Blind faith is not necessary here. Nor is a belief in 'male superiority in certain fields'. I agree that given equal qualifications, gender should not affect performance to a great degree, yet affirmative action vastly skews recruitment to one side in this case and only makes sense if it turns out gender does affect performance and women are somehow vastly better (without this effect being picked up and accounted for by the market).
A friend of mine explained gentrification very nicely, because I really didn't understand (and still only kinda do):
You have a historically poor & hispanic neighborhood. Typically, the youth will hang out on a particular street corner; it's not like they've got other places to go, or, the other place they have to go (home) are worse.
Wealthier white people move in. They don't see kids being the only place the kids can be; they see thugs making them feel unsafe. They complain to the cops, or maybe actually call the cops. Kids end up dispersed. What community they had, they can't have anymore. Bad cases, some end up arrested. Worst cases, some end up shot.
Is this necessarily the fault of the new people? Eh. Fault, maybe not; cause, yeah, probably. A summation is: People with drastically different expectations for their neighborhood use power [they probably don't realize they have] to enforce those expectations. Existing community is displaced [without the new people realizing it].
Diversification doesn't result in displacement; (near as I can tell) gentrification does.
Yes, it is still a more complicated question (I have a new society, where do I put it?), continues to stay more complicated (cultures with non-monetary wealth get out-competed by cultures with monetary wealth), but the gist remains: are you participating in the existing culture, or replacing it? (Of course, if the existing culture doesn't let you participate, well...)
Sure, diversity for diversity is a shittier reason than diversity to break the glass ceiling, or to cover bases you don't otherwise cover ("hey let's built a web app and never talk to dev ops!" "hey let's build something without figuring out how to sell it!"); there's those statistics that say teams with both men and women function better, yadda yadda...
...but like college graduation, it's not for you, or about you; it's about a bunch of other people.
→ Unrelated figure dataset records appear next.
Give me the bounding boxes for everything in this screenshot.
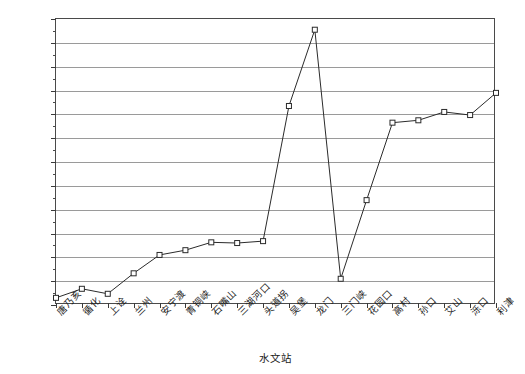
data-point — [157, 252, 162, 257]
data-point — [416, 118, 421, 123]
data-point — [54, 295, 59, 300]
data-point — [442, 109, 447, 114]
data-point — [261, 239, 266, 244]
data-point — [105, 291, 110, 296]
data-point — [312, 27, 317, 32]
data-point — [209, 240, 214, 245]
data-point — [338, 276, 343, 281]
data-point — [235, 241, 240, 246]
data-point — [131, 271, 136, 276]
data-point — [468, 113, 473, 118]
plot-area: 0123456789101112 — [55, 18, 495, 304]
x-tick-label: 利津 — [493, 293, 517, 317]
x-axis-title-text: 水文站 — [259, 353, 292, 364]
data-point — [183, 248, 188, 253]
x-axis-title: 水文站 — [55, 350, 495, 365]
data-point — [390, 120, 395, 125]
data-point — [364, 198, 369, 203]
data-series — [56, 19, 496, 305]
chart-figure: 输沙量/10⁴t 0123456789101112 唐乃亥循化上诠兰州安宁渡青铜… — [0, 0, 525, 374]
series-line — [56, 30, 496, 298]
data-point — [286, 103, 291, 108]
data-point — [494, 90, 499, 95]
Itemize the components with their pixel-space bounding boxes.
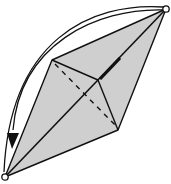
- bottom-left-corner-marker: [2, 174, 8, 180]
- top-right-corner-marker: [163, 6, 169, 12]
- fold-diagram-svg: [0, 0, 171, 184]
- origami-diagram: [0, 0, 171, 184]
- main-diagonal: [5, 9, 166, 177]
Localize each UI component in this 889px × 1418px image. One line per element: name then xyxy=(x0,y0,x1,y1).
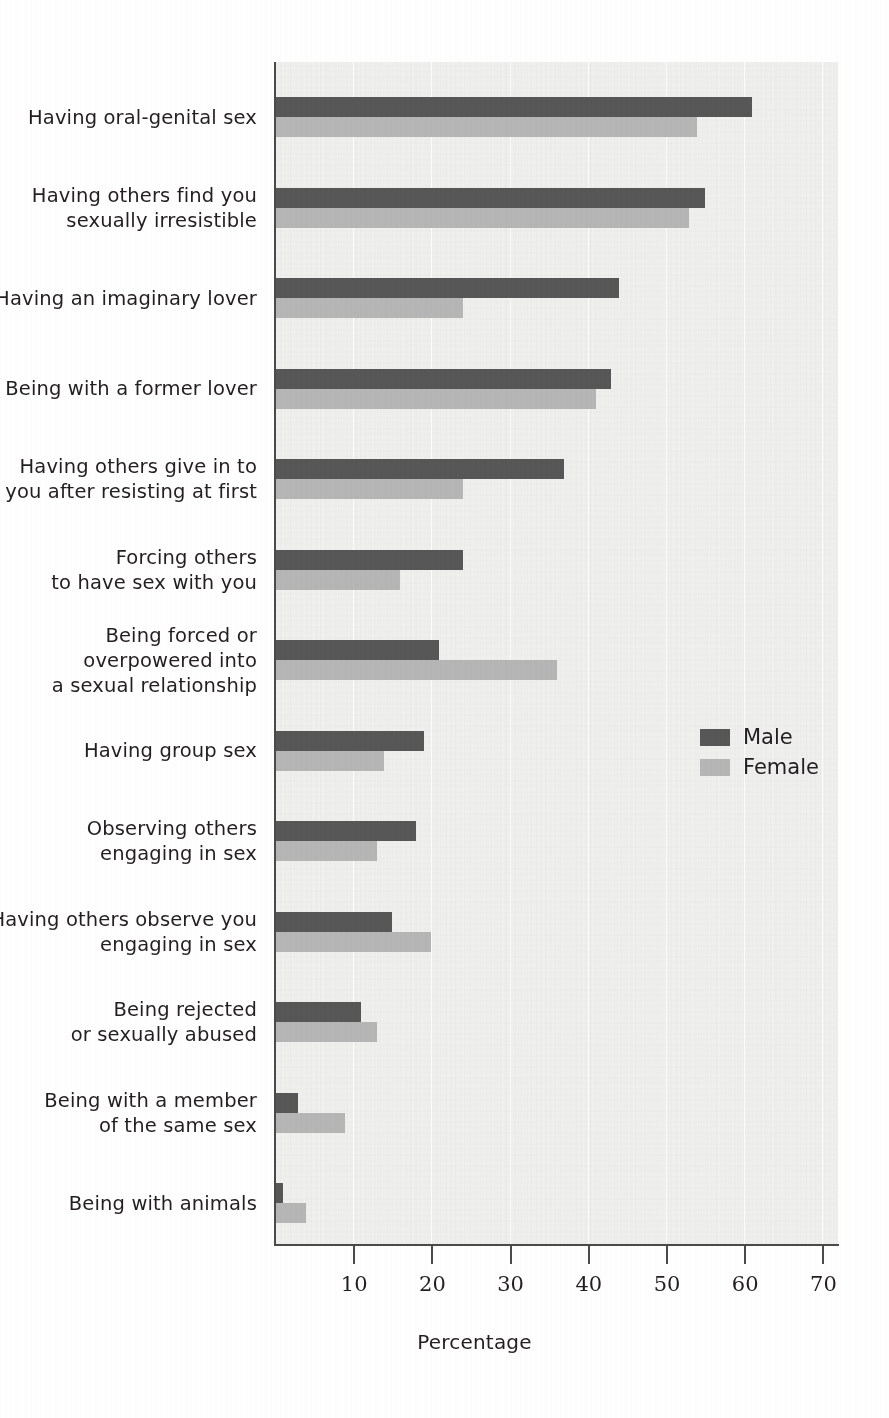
category-label-line: or sexually abused xyxy=(0,1022,257,1047)
bar-female-6 xyxy=(275,660,557,680)
tick-label-60: 60 xyxy=(725,1272,765,1296)
bar-female-10 xyxy=(275,1022,377,1042)
legend-item-female[interactable]: Female xyxy=(700,752,819,782)
tick-label-70: 70 xyxy=(803,1272,843,1296)
legend-item-male[interactable]: Male xyxy=(700,722,819,752)
category-label-line: Being rejected xyxy=(0,997,257,1022)
tick-mark-30 xyxy=(510,1246,512,1264)
bar-chart-figure: 10203040506070 Having oral-genital sexHa… xyxy=(0,0,889,1418)
tick-label-40: 40 xyxy=(569,1272,609,1296)
bar-male-8 xyxy=(275,821,416,841)
plot-area xyxy=(275,62,838,1244)
category-label-line: Having group sex xyxy=(0,738,257,763)
category-label-line: of the same sex xyxy=(0,1113,257,1138)
tick-mark-10 xyxy=(353,1246,355,1264)
category-label-11: Being with a memberof the same sex xyxy=(0,1088,257,1138)
y-axis-line xyxy=(274,62,276,1246)
tick-label-50: 50 xyxy=(647,1272,687,1296)
category-label-line: Observing others xyxy=(0,816,257,841)
category-label-line: Being forced or xyxy=(0,623,257,648)
category-label-line: Having oral-genital sex xyxy=(0,105,257,130)
category-label-line: Having an imaginary lover xyxy=(0,286,257,311)
category-label-7: Having group sex xyxy=(0,738,257,763)
bar-male-1 xyxy=(275,188,705,208)
category-label-line: overpowered into xyxy=(0,648,257,673)
bar-female-3 xyxy=(275,389,596,409)
bar-male-11 xyxy=(275,1093,298,1113)
bar-female-1 xyxy=(275,208,689,228)
x-axis-line xyxy=(274,1244,839,1246)
category-label-line: to have sex with you xyxy=(0,570,257,595)
tick-label-20: 20 xyxy=(412,1272,452,1296)
legend-label-male: Male xyxy=(743,725,793,749)
category-label-9: Having others observe youengaging in sex xyxy=(0,907,257,957)
chart-legend: MaleFemale xyxy=(700,722,819,782)
bar-female-5 xyxy=(275,570,400,590)
legend-swatch-male xyxy=(700,729,730,746)
bar-female-4 xyxy=(275,479,463,499)
category-label-10: Being rejectedor sexually abused xyxy=(0,997,257,1047)
tick-mark-70 xyxy=(822,1246,824,1264)
category-label-line: engaging in sex xyxy=(0,841,257,866)
category-label-line: Being with animals xyxy=(0,1191,257,1216)
bar-male-2 xyxy=(275,278,619,298)
legend-swatch-female xyxy=(700,759,730,776)
x-axis-title-text: Percentage xyxy=(417,1330,532,1354)
bar-female-8 xyxy=(275,841,377,861)
bar-female-0 xyxy=(275,117,697,137)
bar-male-6 xyxy=(275,640,439,660)
bar-female-9 xyxy=(275,932,431,952)
bar-male-9 xyxy=(275,912,392,932)
category-label-line: you after resisting at first xyxy=(0,479,257,504)
bar-male-0 xyxy=(275,97,752,117)
category-label-line: a sexual relationship xyxy=(0,673,257,698)
category-label-3: Being with a former lover xyxy=(0,376,257,401)
category-label-line: Being with a former lover xyxy=(0,376,257,401)
category-label-5: Forcing othersto have sex with you xyxy=(0,545,257,595)
category-label-12: Being with animals xyxy=(0,1191,257,1216)
gridline-30 xyxy=(510,62,511,1244)
tick-label-30: 30 xyxy=(491,1272,531,1296)
bar-male-3 xyxy=(275,369,611,389)
tick-mark-60 xyxy=(744,1246,746,1264)
category-label-6: Being forced oroverpowered intoa sexual … xyxy=(0,623,257,698)
bar-male-5 xyxy=(275,550,463,570)
tick-mark-50 xyxy=(666,1246,668,1264)
category-label-line: Having others give in to xyxy=(0,454,257,479)
bar-female-2 xyxy=(275,298,463,318)
category-label-line: Being with a member xyxy=(0,1088,257,1113)
tick-label-10: 10 xyxy=(334,1272,374,1296)
category-label-2: Having an imaginary lover xyxy=(0,286,257,311)
bar-male-12 xyxy=(275,1183,283,1203)
x-axis-title: Percentage xyxy=(0,1330,889,1354)
legend-label-female: Female xyxy=(743,755,819,779)
bar-female-12 xyxy=(275,1203,306,1223)
category-label-4: Having others give in toyou after resist… xyxy=(0,454,257,504)
category-label-line: Having others observe you xyxy=(0,907,257,932)
category-label-line: Forcing others xyxy=(0,545,257,570)
bar-male-4 xyxy=(275,459,564,479)
gridline-60 xyxy=(744,62,745,1244)
bar-female-7 xyxy=(275,751,384,771)
category-label-line: Having others find you xyxy=(0,183,257,208)
gridline-70 xyxy=(822,62,823,1244)
category-label-1: Having others find yousexually irresisti… xyxy=(0,183,257,233)
gridline-40 xyxy=(588,62,589,1244)
category-label-line: engaging in sex xyxy=(0,932,257,957)
bar-male-7 xyxy=(275,731,424,751)
gridline-50 xyxy=(666,62,667,1244)
category-label-8: Observing othersengaging in sex xyxy=(0,816,257,866)
tick-mark-20 xyxy=(431,1246,433,1264)
bar-female-11 xyxy=(275,1113,345,1133)
category-label-line: sexually irresistible xyxy=(0,208,257,233)
category-label-0: Having oral-genital sex xyxy=(0,105,257,130)
tick-mark-40 xyxy=(588,1246,590,1264)
bar-male-10 xyxy=(275,1002,361,1022)
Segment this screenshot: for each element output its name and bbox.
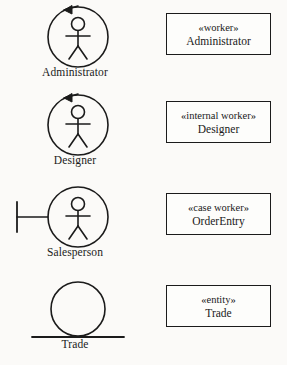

Diversity-for-diversity looks pointless when you already think you can join those groups. It looks like realizing you have a possibility you never thought could be yours, when you think you can't join those groups.
Does that make any sense?
With regards to what you've seen with online communities, that sounds a lot like gentrification: you have an influx of people that, rather than trying to adapt themselves to the existing culture and contribute to it - to actually join what was there, try (inadvertently or deliberately) to adapt the culture to their existing selves. On the other hand, what's the point if you have to / end up conforming so much you can't add anything new?